After making some fractal videos of Julia sets, I ran into issues because for certain Julia sets, the image would take a long time to process and I couldn't just do a screen capture to show you a nice animated video (which is what I did for the last video). I decided to sit down and try to figure out how to make it faster. I first tried using shaders, but it didn't work and I got bored (shaders just aren't really something I'm interested in!), so that project failed and the plan to speed up the program faded into the background like most of my projects do.
Recently though I was in Toronto at the Trends in Computing Symposium where a UofT grad student by the name of Duy Minh Dang gave a presentation on using CUDA for computational finance. CUDA is an extension to C released by Nvidia which lets you use the GPU in addition to the CPU for computation. I thought that was a pretty sweet idea, and decided to give it a go to speed up my rendering.
It worked very well, I can render pretty much any Julia set very quickly, so I can make some very interesting videos. Unfortunately running a screen capture program while running the video generator is more than my machine can handle at once, so the fractal video frame rate drops dramatically - if anybody knows a good way for me to pipe the array of raw pixel data to something that encodes to a video file let me know, I've been wanting to figure it out for myself but haven't had the time to figure it out for myself.
So if you want to see the video, you'll need to compile the code yourself. I put up a gist here with the code and compilation command, you need SDL and CUDA in order to compile it. I think you also need an Nvidia card for this, if you have an ATI card you might be able to use Stream to do the same thing. Obviously you'll have to modify the code to whatever Stream uses.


TASK DESCRIPTION:
Please copy the data exactly as it stands, minus the images.

[Entries from a visual dataset]

__________________________________________________

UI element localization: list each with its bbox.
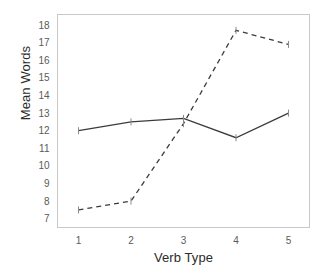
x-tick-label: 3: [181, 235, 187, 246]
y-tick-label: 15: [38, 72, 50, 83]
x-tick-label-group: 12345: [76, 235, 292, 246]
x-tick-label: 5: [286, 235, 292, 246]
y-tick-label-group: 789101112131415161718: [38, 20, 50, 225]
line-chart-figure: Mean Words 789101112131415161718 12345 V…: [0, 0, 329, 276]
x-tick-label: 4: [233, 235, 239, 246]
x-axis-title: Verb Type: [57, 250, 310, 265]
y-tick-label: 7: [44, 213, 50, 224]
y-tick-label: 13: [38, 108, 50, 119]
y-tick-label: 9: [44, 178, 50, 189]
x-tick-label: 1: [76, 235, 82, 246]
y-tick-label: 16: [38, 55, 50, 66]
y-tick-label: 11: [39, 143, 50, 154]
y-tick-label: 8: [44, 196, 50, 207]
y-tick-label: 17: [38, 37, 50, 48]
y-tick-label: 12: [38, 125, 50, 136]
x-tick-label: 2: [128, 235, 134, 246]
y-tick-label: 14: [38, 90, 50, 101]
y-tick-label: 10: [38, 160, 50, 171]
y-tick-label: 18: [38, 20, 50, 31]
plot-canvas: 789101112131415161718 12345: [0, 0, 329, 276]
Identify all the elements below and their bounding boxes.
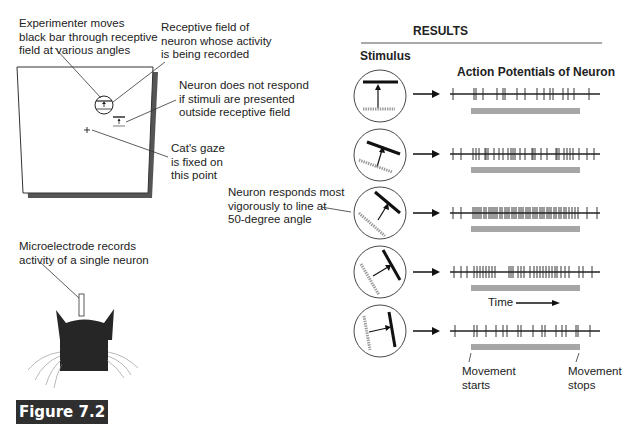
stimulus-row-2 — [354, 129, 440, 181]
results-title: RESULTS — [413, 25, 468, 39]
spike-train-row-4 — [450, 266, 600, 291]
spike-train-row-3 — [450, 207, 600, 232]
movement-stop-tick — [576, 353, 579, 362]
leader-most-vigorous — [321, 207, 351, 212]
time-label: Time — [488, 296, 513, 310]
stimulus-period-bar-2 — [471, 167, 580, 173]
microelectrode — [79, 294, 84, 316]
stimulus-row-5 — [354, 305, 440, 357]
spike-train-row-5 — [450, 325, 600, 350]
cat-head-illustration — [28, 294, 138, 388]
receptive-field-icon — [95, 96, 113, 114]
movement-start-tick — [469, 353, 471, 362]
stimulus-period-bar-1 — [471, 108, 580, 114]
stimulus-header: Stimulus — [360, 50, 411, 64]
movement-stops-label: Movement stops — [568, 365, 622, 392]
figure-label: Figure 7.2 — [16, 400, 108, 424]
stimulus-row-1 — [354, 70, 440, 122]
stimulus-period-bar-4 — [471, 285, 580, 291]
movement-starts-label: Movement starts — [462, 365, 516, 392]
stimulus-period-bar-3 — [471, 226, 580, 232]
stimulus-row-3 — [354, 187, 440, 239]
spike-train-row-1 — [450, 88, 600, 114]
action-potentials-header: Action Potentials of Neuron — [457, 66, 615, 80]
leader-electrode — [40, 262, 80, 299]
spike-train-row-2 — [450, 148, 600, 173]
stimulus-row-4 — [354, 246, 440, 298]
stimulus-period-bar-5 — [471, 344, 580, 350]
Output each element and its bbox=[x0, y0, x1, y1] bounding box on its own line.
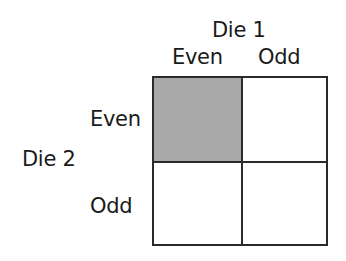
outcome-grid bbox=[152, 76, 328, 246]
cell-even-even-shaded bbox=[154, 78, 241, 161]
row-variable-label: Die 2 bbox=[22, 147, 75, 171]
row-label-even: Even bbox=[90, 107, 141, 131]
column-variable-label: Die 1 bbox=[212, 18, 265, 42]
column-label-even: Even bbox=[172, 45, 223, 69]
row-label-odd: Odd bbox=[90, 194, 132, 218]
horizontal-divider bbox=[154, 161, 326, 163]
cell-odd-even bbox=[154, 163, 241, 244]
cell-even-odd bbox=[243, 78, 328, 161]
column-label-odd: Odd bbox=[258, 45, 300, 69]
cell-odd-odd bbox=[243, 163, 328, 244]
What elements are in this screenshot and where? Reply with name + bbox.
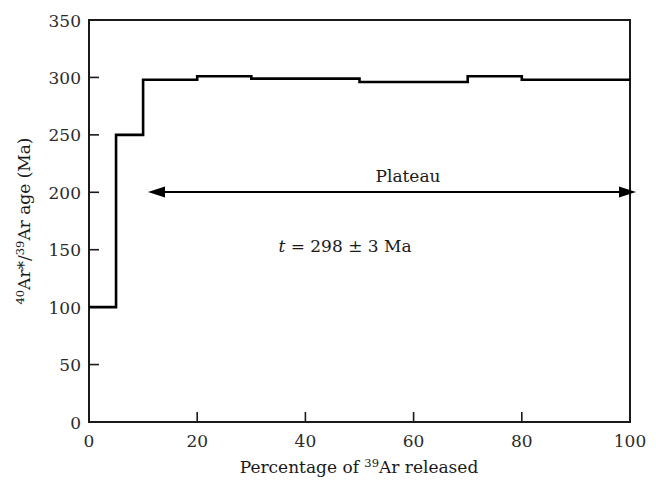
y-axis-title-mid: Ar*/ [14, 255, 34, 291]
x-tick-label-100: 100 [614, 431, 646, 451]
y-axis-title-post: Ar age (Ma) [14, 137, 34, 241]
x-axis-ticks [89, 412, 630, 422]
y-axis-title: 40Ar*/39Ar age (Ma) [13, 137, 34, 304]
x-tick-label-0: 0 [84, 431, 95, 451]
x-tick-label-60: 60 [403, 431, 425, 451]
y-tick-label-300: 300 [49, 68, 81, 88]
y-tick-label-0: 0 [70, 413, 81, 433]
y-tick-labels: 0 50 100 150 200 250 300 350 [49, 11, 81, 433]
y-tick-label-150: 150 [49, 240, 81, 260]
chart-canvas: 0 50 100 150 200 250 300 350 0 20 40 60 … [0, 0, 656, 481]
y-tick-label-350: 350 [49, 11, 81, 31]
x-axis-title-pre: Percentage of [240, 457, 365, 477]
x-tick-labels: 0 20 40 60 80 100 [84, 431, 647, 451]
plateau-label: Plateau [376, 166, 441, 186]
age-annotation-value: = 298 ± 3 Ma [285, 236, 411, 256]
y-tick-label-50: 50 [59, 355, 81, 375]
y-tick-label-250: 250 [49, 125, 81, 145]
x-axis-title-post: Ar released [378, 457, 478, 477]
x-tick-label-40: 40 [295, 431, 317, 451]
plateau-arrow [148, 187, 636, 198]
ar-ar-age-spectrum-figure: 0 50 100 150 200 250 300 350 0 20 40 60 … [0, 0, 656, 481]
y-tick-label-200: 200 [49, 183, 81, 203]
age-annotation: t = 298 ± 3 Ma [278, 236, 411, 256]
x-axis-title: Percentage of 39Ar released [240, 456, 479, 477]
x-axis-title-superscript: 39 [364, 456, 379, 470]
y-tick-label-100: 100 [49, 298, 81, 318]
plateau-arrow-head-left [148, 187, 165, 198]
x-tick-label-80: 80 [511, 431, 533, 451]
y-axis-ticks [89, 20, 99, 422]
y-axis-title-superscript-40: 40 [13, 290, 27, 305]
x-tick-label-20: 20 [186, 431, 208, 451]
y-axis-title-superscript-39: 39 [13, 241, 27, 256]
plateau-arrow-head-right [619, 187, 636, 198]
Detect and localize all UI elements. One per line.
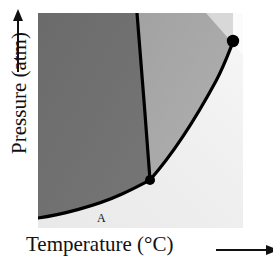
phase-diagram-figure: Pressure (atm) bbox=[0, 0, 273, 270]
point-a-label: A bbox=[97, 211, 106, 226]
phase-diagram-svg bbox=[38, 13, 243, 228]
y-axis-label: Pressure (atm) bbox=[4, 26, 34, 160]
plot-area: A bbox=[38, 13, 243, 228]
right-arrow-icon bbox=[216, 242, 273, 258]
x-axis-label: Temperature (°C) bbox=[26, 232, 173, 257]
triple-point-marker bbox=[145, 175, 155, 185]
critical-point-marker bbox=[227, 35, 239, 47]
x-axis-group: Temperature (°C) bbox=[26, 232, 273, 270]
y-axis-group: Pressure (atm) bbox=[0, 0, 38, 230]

__________________________________________________

OUTPUT OF THE EXERCISE:
UI element localization: list each with its bbox.
x-tick-label: 3: [181, 235, 187, 246]
y-tick-label: 15: [38, 72, 50, 83]
x-tick-label-group: 12345: [76, 235, 292, 246]
x-tick-label: 5: [286, 235, 292, 246]
y-tick-label-group: 789101112131415161718: [38, 20, 50, 225]
line-chart-figure: Mean Words 789101112131415161718 12345 V…: [0, 0, 329, 276]
x-tick-label: 4: [233, 235, 239, 246]
x-axis-title: Verb Type: [57, 250, 310, 265]
y-tick-label: 7: [44, 213, 50, 224]
y-tick-label: 13: [38, 108, 50, 119]
y-tick-label: 9: [44, 178, 50, 189]
x-tick-label: 1: [76, 235, 82, 246]
y-tick-label: 16: [38, 55, 50, 66]
y-tick-label: 11: [39, 143, 50, 154]
y-tick-label: 8: [44, 196, 50, 207]
y-tick-label: 17: [38, 37, 50, 48]
y-tick-label: 12: [38, 125, 50, 136]
x-tick-label: 2: [128, 235, 134, 246]
y-tick-label: 14: [38, 90, 50, 101]
y-tick-label: 10: [38, 160, 50, 171]
y-tick-label: 18: [38, 20, 50, 31]
plot-canvas: 789101112131415161718 12345: [0, 0, 329, 276]
Identify all the elements below and their bounding boxes.
stimulus-row-2 — [354, 129, 440, 181]
results-title: RESULTS — [413, 25, 468, 39]
spike-train-row-4 — [450, 266, 600, 291]
spike-train-row-3 — [450, 207, 600, 232]
movement-stop-tick — [576, 353, 579, 362]
leader-most-vigorous — [321, 207, 351, 212]
time-label: Time — [488, 296, 513, 310]
stimulus-period-bar-2 — [471, 167, 580, 173]
microelectrode — [79, 294, 84, 316]
stimulus-row-5 — [354, 305, 440, 357]
spike-train-row-5 — [450, 325, 600, 350]
cat-head-illustration — [28, 294, 138, 388]
receptive-field-icon — [95, 96, 113, 114]
movement-start-tick — [469, 353, 471, 362]
stimulus-period-bar-1 — [471, 108, 580, 114]
stimulus-header: Stimulus — [360, 50, 411, 64]
movement-stops-label: Movement stops — [568, 365, 622, 392]
figure-label: Figure 7.2 — [16, 400, 108, 424]
stimulus-row-1 — [354, 70, 440, 122]
stimulus-period-bar-4 — [471, 285, 580, 291]
movement-starts-label: Movement starts — [462, 365, 516, 392]
stimulus-period-bar-3 — [471, 226, 580, 232]
stimulus-row-3 — [354, 187, 440, 239]
spike-train-row-1 — [450, 88, 600, 114]
action-potentials-header: Action Potentials of Neuron — [457, 66, 615, 80]
leader-electrode — [40, 262, 80, 299]
spike-train-row-2 — [450, 148, 600, 173]
stimulus-row-4 — [354, 246, 440, 298]
stimulus-period-bar-5 — [471, 344, 580, 350]
Output each element and its bbox=[x0, y0, x1, y1] bounding box on its own line.
outcome-grid bbox=[152, 76, 328, 246]
cell-even-even-shaded bbox=[154, 78, 241, 161]
row-variable-label: Die 2 bbox=[22, 147, 75, 171]
row-label-even: Even bbox=[90, 107, 141, 131]
column-variable-label: Die 1 bbox=[212, 18, 265, 42]
column-label-even: Even bbox=[172, 45, 223, 69]
row-label-odd: Odd bbox=[90, 194, 132, 218]
horizontal-divider bbox=[154, 161, 326, 163]
cell-odd-even bbox=[154, 163, 241, 244]
cell-even-odd bbox=[243, 78, 328, 161]
column-label-odd: Odd bbox=[258, 45, 300, 69]
cell-odd-odd bbox=[243, 163, 328, 244]
What elements are in this screenshot and where? Reply with name + bbox.
y-axis-title-mid: Ar*/ [14, 255, 34, 291]
x-tick-label-100: 100 [614, 431, 646, 451]
y-axis-title-post: Ar age (Ma) [14, 137, 34, 241]
x-axis-ticks [89, 412, 630, 422]
y-axis-title: 40Ar*/39Ar age (Ma) [13, 137, 34, 304]
x-tick-label-0: 0 [84, 431, 95, 451]
x-tick-label-60: 60 [403, 431, 425, 451]
y-tick-label-300: 300 [49, 68, 81, 88]
y-tick-label-0: 0 [70, 413, 81, 433]
y-tick-labels: 0 50 100 150 200 250 300 350 [49, 11, 81, 433]
y-tick-label-150: 150 [49, 240, 81, 260]
chart-canvas: 0 50 100 150 200 250 300 350 0 20 40 60 … [0, 0, 656, 481]
y-tick-label-350: 350 [49, 11, 81, 31]
x-axis-title-pre: Percentage of [240, 457, 365, 477]
x-tick-labels: 0 20 40 60 80 100 [84, 431, 647, 451]
plateau-label: Plateau [376, 166, 441, 186]
age-annotation-value: = 298 ± 3 Ma [285, 236, 411, 256]
y-tick-label-50: 50 [59, 355, 81, 375]
y-tick-label-250: 250 [49, 125, 81, 145]
x-axis-title-post: Ar released [378, 457, 478, 477]
x-tick-label-40: 40 [295, 431, 317, 451]
plateau-arrow [148, 187, 636, 198]
ar-ar-age-spectrum-figure: 0 50 100 150 200 250 300 350 0 20 40 60 … [0, 0, 656, 481]
y-tick-label-200: 200 [49, 183, 81, 203]
age-annotation: t = 298 ± 3 Ma [278, 236, 411, 256]
x-axis-title: Percentage of 39Ar released [240, 456, 479, 477]
x-axis-title-superscript: 39 [364, 456, 379, 470]
y-tick-label-100: 100 [49, 298, 81, 318]
plateau-arrow-head-left [148, 187, 165, 198]
x-tick-label-80: 80 [511, 431, 533, 451]
y-axis-ticks [89, 20, 99, 422]
y-axis-title-superscript-40: 40 [13, 290, 27, 305]
x-tick-label-20: 20 [186, 431, 208, 451]
y-axis-title-superscript-39: 39 [13, 241, 27, 256]
plateau-arrow-head-right [619, 187, 636, 198]
Detect and localize all UI elements. One per line.
phase-diagram-figure: Pressure (atm) bbox=[0, 0, 273, 270]
point-a-label: A bbox=[97, 211, 106, 226]
phase-diagram-svg bbox=[38, 13, 243, 228]
y-axis-label: Pressure (atm) bbox=[4, 26, 34, 160]
plot-area: A bbox=[38, 13, 243, 228]
right-arrow-icon bbox=[216, 242, 273, 258]
x-axis-label: Temperature (°C) bbox=[26, 232, 173, 257]
triple-point-marker bbox=[145, 175, 155, 185]
critical-point-marker bbox=[227, 35, 239, 47]
x-axis-group: Temperature (°C) bbox=[26, 232, 273, 270]
y-axis-group: Pressure (atm) bbox=[0, 0, 38, 230]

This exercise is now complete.